DIGESTION 101: What your mom never taught you— probably because she didn’t know either
When you see food, your brain starts preparing you for digestion. Hopefully you will have hydrated before you started eating (because you should never drink during the meal as it will dilute the power of your digestive enzymes)!
As you chew, saliva squirts out of your salivary glands in your jaws into the mouth and mixes with food. That is step one toward the goal of turning solid food into liquid fuel (energy).
When you finally swallow your liquified bite, it slides down your wet throat and falls into your stomach, which is like a skin bag.
As soon as you started to chew, your accessory organs (liver, gallbladder and pancreas) squirted their bile and enzymes into your stomach, mixing with the water already there from hydrating before the meal.
The food begins to dissolve in the stomach until it is completely liquified. It takes about two hours for your stomach to then drip the liquid fuel down into the small intestine - so never lay down - stay vertical or you may develop heartburn, reflux or or G.E.R.D.
It takes food about 6 hours to move through the small intestine. That is where all the elements of the liquid fuel (sugars, carbs, fats, proteins, minerals, vitamins) get used/ absorbed - creating energy.
What is left afterwards is the indigestible, non-soluble sludge, which enters the large intestine on your right side just below the belly button level.
This sludge (poop) moves against gravity up to the top of your right intestine, across from rib to rib to the left side and then down the left side where all the little bits compress and dehydrate, preparing to exit your rectum and finally out your anus, once you awaken and start hydrating.
When that happens, the newly swallowed water triggers the dam to open and floods the colon to flush you out, hopefully emptying easily and completely, leaving you feeling empty and energized for your day.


From the material that follows, count the lines with the word "technology" in them. Reply with the number only.

(Beginning of SOURCE INFORMATION)

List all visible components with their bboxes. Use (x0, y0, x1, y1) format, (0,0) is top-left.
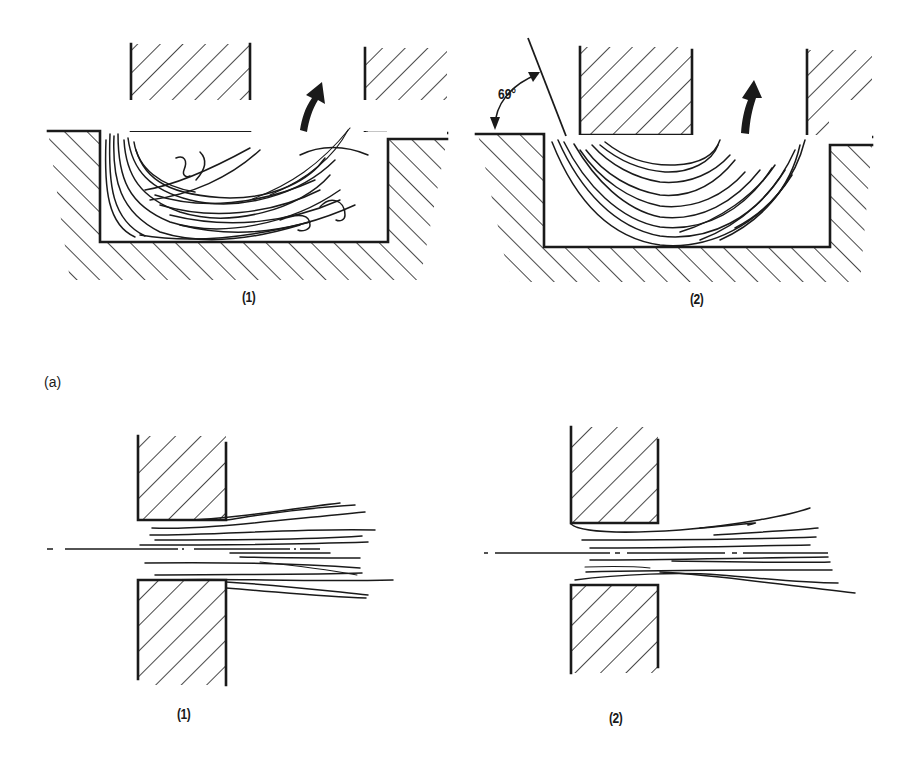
panel-label-top-2: (2) (690, 290, 703, 307)
panel-label-bottom-2: (2) (609, 709, 622, 726)
panel-top-2 (476, 38, 872, 282)
panel-label-bottom-1: (1) (177, 705, 190, 722)
upper-blade (571, 427, 658, 523)
figure-part-label: (a) (44, 374, 61, 390)
panel-bottom-2 (484, 427, 855, 673)
flow-direction-arrow-icon (741, 80, 762, 134)
lower-blade (138, 580, 226, 685)
lower-blade (571, 585, 658, 673)
angle-label: 69° (498, 85, 516, 102)
panel-bottom-1 (47, 436, 393, 685)
panel-label-top-1: (1) (242, 288, 255, 305)
technical-figure (0, 0, 917, 765)
punch-block (580, 47, 692, 135)
panel-top-1 (48, 44, 447, 280)
upper-blade (138, 436, 226, 520)
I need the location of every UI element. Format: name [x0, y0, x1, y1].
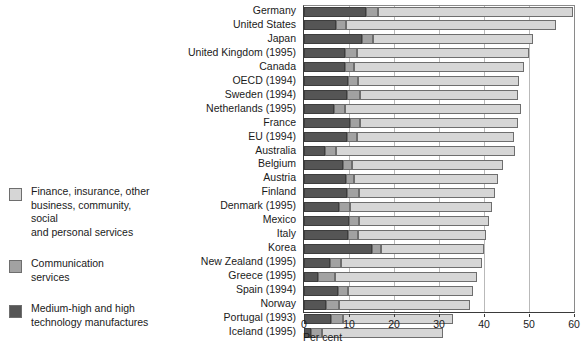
bar-segment [357, 132, 514, 142]
bar-segment [304, 146, 325, 156]
bar-segment [345, 62, 355, 72]
category-label: New Zealand (1995) [140, 255, 300, 269]
bar-segment [318, 272, 335, 282]
bar-segment [339, 300, 471, 310]
bar-segment [354, 174, 498, 184]
bar-segment [338, 286, 348, 296]
bar-segment [304, 160, 343, 170]
bar-segment [381, 244, 484, 254]
category-label: Spain (1994) [140, 283, 300, 297]
category-label: Netherlands (1995) [140, 102, 300, 116]
x-tick-mark [484, 314, 485, 317]
bar-segment [335, 272, 477, 282]
bar-segment [304, 48, 345, 58]
category-label: Belgium [140, 157, 300, 171]
category-label: United Kingdom (1995) [140, 46, 300, 60]
legend-entry: Communication services [0, 257, 160, 284]
bar-segment [343, 160, 352, 170]
bar-segment [304, 62, 345, 72]
bar-segment [360, 118, 518, 128]
bar-segment [345, 104, 521, 114]
x-tick-label: 20 [379, 318, 409, 330]
bar-segment [304, 34, 362, 44]
category-label: Australia [140, 144, 300, 158]
x-tick-mark [439, 314, 440, 317]
bar-segment [358, 230, 487, 240]
category-label: Canada [140, 60, 300, 74]
bar-segment [304, 90, 347, 100]
x-axis-title: Per cent [303, 331, 342, 343]
bar-segment [304, 174, 346, 184]
category-label: Japan [140, 32, 300, 46]
x-tick-mark [304, 314, 305, 317]
bar-segment [304, 20, 336, 30]
category-label: Portugal (1993) [140, 311, 300, 325]
bar-segment [345, 48, 356, 58]
category-label: Italy [140, 227, 300, 241]
bar-segment [362, 34, 374, 44]
x-tick-label: 30 [424, 318, 454, 330]
bar-segment [360, 90, 518, 100]
category-label: Greece (1995) [140, 269, 300, 283]
plot-region [303, 5, 575, 313]
x-tick-label: 40 [469, 318, 499, 330]
legend-entry: Medium-high and high technology manufact… [0, 302, 160, 329]
x-tick-mark [529, 314, 530, 317]
category-axis-labels: GermanyUnited StatesJapanUnited Kingdom … [140, 0, 300, 339]
gridline [529, 5, 530, 313]
bar-segment [372, 244, 381, 254]
category-label: Mexico [140, 213, 300, 227]
legend-entry: Finance, insurance, other business, comm… [0, 185, 160, 239]
x-tick-label: 10 [334, 318, 364, 330]
bar-segment [350, 202, 491, 212]
x-axis: 0102030405060 [303, 314, 575, 344]
x-tick-label: 60 [559, 318, 586, 330]
legend-label: Communication services [31, 257, 104, 284]
category-label: Denmark (1995) [140, 199, 300, 213]
legend-swatch-communication [9, 260, 22, 273]
x-tick-mark [349, 314, 350, 317]
bar-segment [378, 7, 573, 17]
bar-segment [325, 146, 336, 156]
bar-segment [347, 188, 359, 198]
category-label: Korea [140, 241, 300, 255]
bar-segment [304, 286, 338, 296]
bar-segment [304, 76, 348, 86]
bar-segment [350, 118, 360, 128]
category-label: EU (1994) [140, 130, 300, 144]
bar-segment [352, 160, 503, 170]
bar-segment [348, 230, 357, 240]
bar-segment [304, 244, 372, 254]
bar-segment [359, 188, 494, 198]
category-label: OECD (1994) [140, 74, 300, 88]
legend-label: Medium-high and high technology manufact… [31, 302, 148, 329]
bar-segment [358, 76, 520, 86]
category-label: United States [140, 18, 300, 32]
legend-swatch-services [9, 188, 22, 201]
legend-swatch-technology [9, 305, 22, 318]
category-label: Sweden (1994) [140, 88, 300, 102]
bar-segment [334, 104, 345, 114]
x-tick-mark [394, 314, 395, 317]
x-tick-label: 0 [289, 318, 319, 330]
bar-segment [326, 300, 339, 310]
bar-segment [347, 132, 357, 142]
bar-segment [349, 216, 359, 226]
category-label: France [140, 116, 300, 130]
legend-label: Finance, insurance, other business, comm… [31, 185, 160, 239]
bar-segment [339, 202, 350, 212]
bar-segment [348, 286, 473, 296]
bar-segment [304, 272, 318, 282]
bar-segment [304, 216, 349, 226]
bar-segment [354, 62, 523, 72]
bar-segment [330, 258, 342, 268]
bar-segment [304, 7, 366, 17]
bar-segment [373, 34, 533, 44]
bar-segment [304, 132, 347, 142]
bar-segment [304, 188, 347, 198]
bar-segment [347, 90, 360, 100]
bar-segment [366, 7, 378, 17]
bar-segment [357, 48, 529, 58]
category-label: Germany [140, 4, 300, 18]
bar-segment [346, 20, 556, 30]
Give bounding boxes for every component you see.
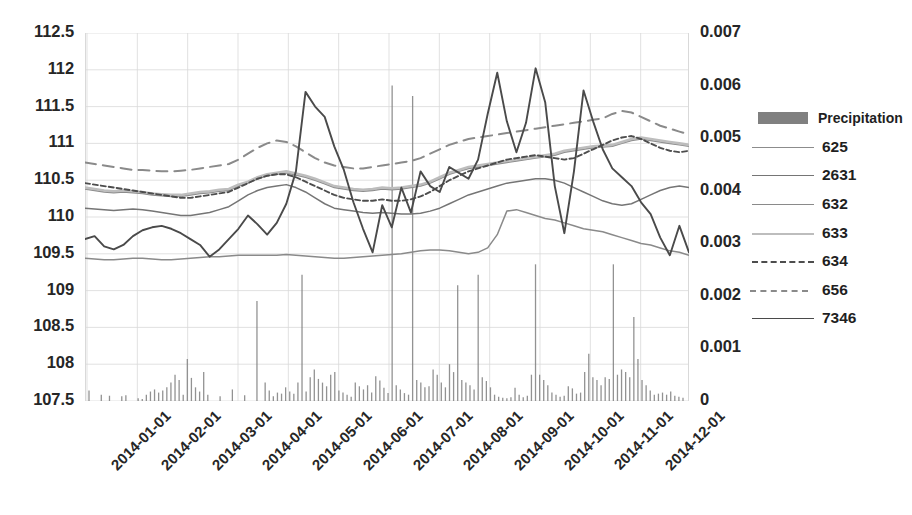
- legend-label: 656: [816, 281, 848, 299]
- legend-line-625: [748, 138, 816, 156]
- legend-item-precipitation[interactable]: Precipitation: [748, 104, 912, 133]
- legend-item-632[interactable]: 632: [748, 190, 912, 219]
- precipitation-water-level-chart: 112.5112111.5111110.5110109.5109108.5108…: [0, 0, 912, 515]
- legend-item-2631[interactable]: 2631: [748, 161, 912, 190]
- y-axis-left-tick: 110: [0, 206, 74, 225]
- series-line-7346: [85, 68, 689, 256]
- y-axis-right-tick: 0.001: [700, 337, 741, 356]
- y-axis-right-tick: 0.007: [700, 22, 741, 41]
- legend-label: 634: [816, 252, 848, 270]
- legend-line-mark: [752, 233, 814, 235]
- legend-line-mark: [752, 261, 814, 263]
- legend-swatch-precipitation: [748, 109, 816, 127]
- legend-line-2631: [748, 166, 816, 184]
- y-axis-right-tick: 0.005: [700, 127, 741, 146]
- legend-label: 625: [816, 138, 848, 156]
- plot-area: [85, 33, 689, 401]
- y-axis-left-tick: 108: [0, 353, 74, 372]
- legend-line-656: [748, 281, 816, 299]
- legend-item-7346[interactable]: 7346: [748, 304, 912, 333]
- legend-label: 632: [816, 195, 848, 213]
- legend-line-mark: [752, 147, 814, 148]
- y-axis-left-tick: 112.5: [0, 22, 74, 41]
- y-axis-right-tick: 0: [700, 390, 709, 409]
- legend-label: 2631: [816, 166, 856, 184]
- legend-line-mark: [750, 290, 808, 292]
- y-axis-left-tick: 111: [0, 132, 74, 151]
- legend-line-mark: [752, 204, 814, 205]
- legend-label: Precipitation: [816, 110, 903, 126]
- y-axis-left-tick: 111.5: [0, 96, 74, 115]
- legend-label: 633: [816, 224, 848, 242]
- legend-item-634[interactable]: 634: [748, 247, 912, 276]
- legend-item-625[interactable]: 625: [748, 133, 912, 162]
- legend-line-634: [748, 252, 816, 270]
- y-axis-left-tick: 109: [0, 280, 74, 299]
- y-axis-right-tick: 0.003: [700, 232, 741, 251]
- y-axis-left-tick: 108.5: [0, 316, 74, 335]
- precipitation-color-swatch: [758, 112, 808, 124]
- series-line-656: [85, 111, 689, 171]
- y-axis-left-tick: 107.5: [0, 390, 74, 409]
- legend-item-656[interactable]: 656: [748, 276, 912, 305]
- y-axis-right-tick: 0.002: [700, 285, 741, 304]
- legend-line-632: [748, 195, 816, 213]
- legend-line-mark: [752, 175, 814, 176]
- legend-line-mark: [752, 318, 814, 319]
- legend-label: 7346: [816, 309, 856, 327]
- legend-line-633: [748, 224, 816, 242]
- legend-line-7346: [748, 309, 816, 327]
- chart-legend: Precipitation62526316326336346567346: [748, 104, 912, 333]
- y-axis-right-tick: 0.006: [700, 75, 741, 94]
- y-axis-left-tick: 109.5: [0, 243, 74, 262]
- y-axis-left-tick: 112: [0, 59, 74, 78]
- y-axis-left-tick: 110.5: [0, 169, 74, 188]
- y-axis-right-tick: 0.004: [700, 180, 741, 199]
- legend-item-633[interactable]: 633: [748, 218, 912, 247]
- precipitation-bars: [89, 86, 683, 401]
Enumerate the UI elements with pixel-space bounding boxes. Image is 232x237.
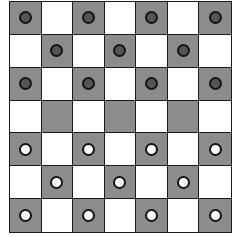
board-square-r2-c5[interactable] — [168, 68, 200, 101]
board-square-r6-c5[interactable] — [168, 199, 200, 232]
dark-checker-piece[interactable] — [209, 77, 222, 90]
light-checker-piece[interactable] — [113, 176, 126, 189]
board-square-r1-c4[interactable] — [136, 35, 168, 68]
board-square-r3-c2[interactable] — [73, 101, 105, 134]
board-square-r1-c6[interactable] — [199, 35, 231, 68]
board-square-r3-c4[interactable] — [136, 101, 168, 134]
board-square-r4-c1[interactable] — [42, 133, 74, 166]
dark-checker-piece[interactable] — [113, 44, 126, 57]
board-square-r2-c4[interactable] — [136, 68, 168, 101]
board-square-r2-c2[interactable] — [73, 68, 105, 101]
board-square-r0-c6[interactable] — [199, 2, 231, 35]
board-square-r0-c3[interactable] — [105, 2, 137, 35]
board-square-r5-c3[interactable] — [105, 166, 137, 199]
board-square-r1-c2[interactable] — [73, 35, 105, 68]
board-square-r1-c0[interactable] — [10, 35, 42, 68]
board-square-r0-c2[interactable] — [73, 2, 105, 35]
board-square-r3-c1[interactable] — [42, 101, 74, 134]
light-checker-piece[interactable] — [82, 143, 95, 156]
dark-checker-piece[interactable] — [50, 44, 63, 57]
board-square-r6-c4[interactable] — [136, 199, 168, 232]
board-square-r5-c1[interactable] — [42, 166, 74, 199]
board-square-r0-c4[interactable] — [136, 2, 168, 35]
board-square-r2-c0[interactable] — [10, 68, 42, 101]
board-square-r2-c6[interactable] — [199, 68, 231, 101]
board-square-r5-c4[interactable] — [136, 166, 168, 199]
dark-checker-piece[interactable] — [209, 11, 222, 24]
board-square-r4-c4[interactable] — [136, 133, 168, 166]
board-square-r0-c5[interactable] — [168, 2, 200, 35]
board-square-r3-c0[interactable] — [10, 101, 42, 134]
board-square-r3-c5[interactable] — [168, 101, 200, 134]
light-checker-piece[interactable] — [145, 209, 158, 222]
board-square-r0-c0[interactable] — [10, 2, 42, 35]
dark-checker-piece[interactable] — [145, 11, 158, 24]
board-square-r6-c2[interactable] — [73, 199, 105, 232]
board-square-r5-c2[interactable] — [73, 166, 105, 199]
board-square-r6-c6[interactable] — [199, 199, 231, 232]
dark-checker-piece[interactable] — [82, 77, 95, 90]
light-checker-piece[interactable] — [145, 143, 158, 156]
board-square-r1-c1[interactable] — [42, 35, 74, 68]
light-checker-piece[interactable] — [19, 143, 32, 156]
dark-checker-piece[interactable] — [82, 11, 95, 24]
board-square-r1-c3[interactable] — [105, 35, 137, 68]
light-checker-piece[interactable] — [19, 209, 32, 222]
dark-checker-piece[interactable] — [19, 77, 32, 90]
board-square-r4-c3[interactable] — [105, 133, 137, 166]
light-checker-piece[interactable] — [82, 209, 95, 222]
board-square-r5-c5[interactable] — [168, 166, 200, 199]
board-square-r2-c1[interactable] — [42, 68, 74, 101]
board-square-r5-c6[interactable] — [199, 166, 231, 199]
board-square-r0-c1[interactable] — [42, 2, 74, 35]
board-square-r6-c3[interactable] — [105, 199, 137, 232]
board-square-r4-c6[interactable] — [199, 133, 231, 166]
dark-checker-piece[interactable] — [19, 11, 32, 24]
board-square-r4-c2[interactable] — [73, 133, 105, 166]
board-square-r2-c3[interactable] — [105, 68, 137, 101]
board-square-r1-c5[interactable] — [168, 35, 200, 68]
board-square-r4-c5[interactable] — [168, 133, 200, 166]
light-checker-piece[interactable] — [177, 176, 190, 189]
board-square-r4-c0[interactable] — [10, 133, 42, 166]
light-checker-piece[interactable] — [209, 209, 222, 222]
light-checker-piece[interactable] — [209, 143, 222, 156]
board-square-r3-c3[interactable] — [105, 101, 137, 134]
checkerboard — [9, 1, 232, 233]
dark-checker-piece[interactable] — [145, 77, 158, 90]
dark-checker-piece[interactable] — [177, 44, 190, 57]
board-square-r3-c6[interactable] — [199, 101, 231, 134]
board-square-r6-c1[interactable] — [42, 199, 74, 232]
board-square-r6-c0[interactable] — [10, 199, 42, 232]
board-square-r5-c0[interactable] — [10, 166, 42, 199]
light-checker-piece[interactable] — [50, 176, 63, 189]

(End of SOURCE INFORMATION)

== SOLUTION TO THIS TASK ==
3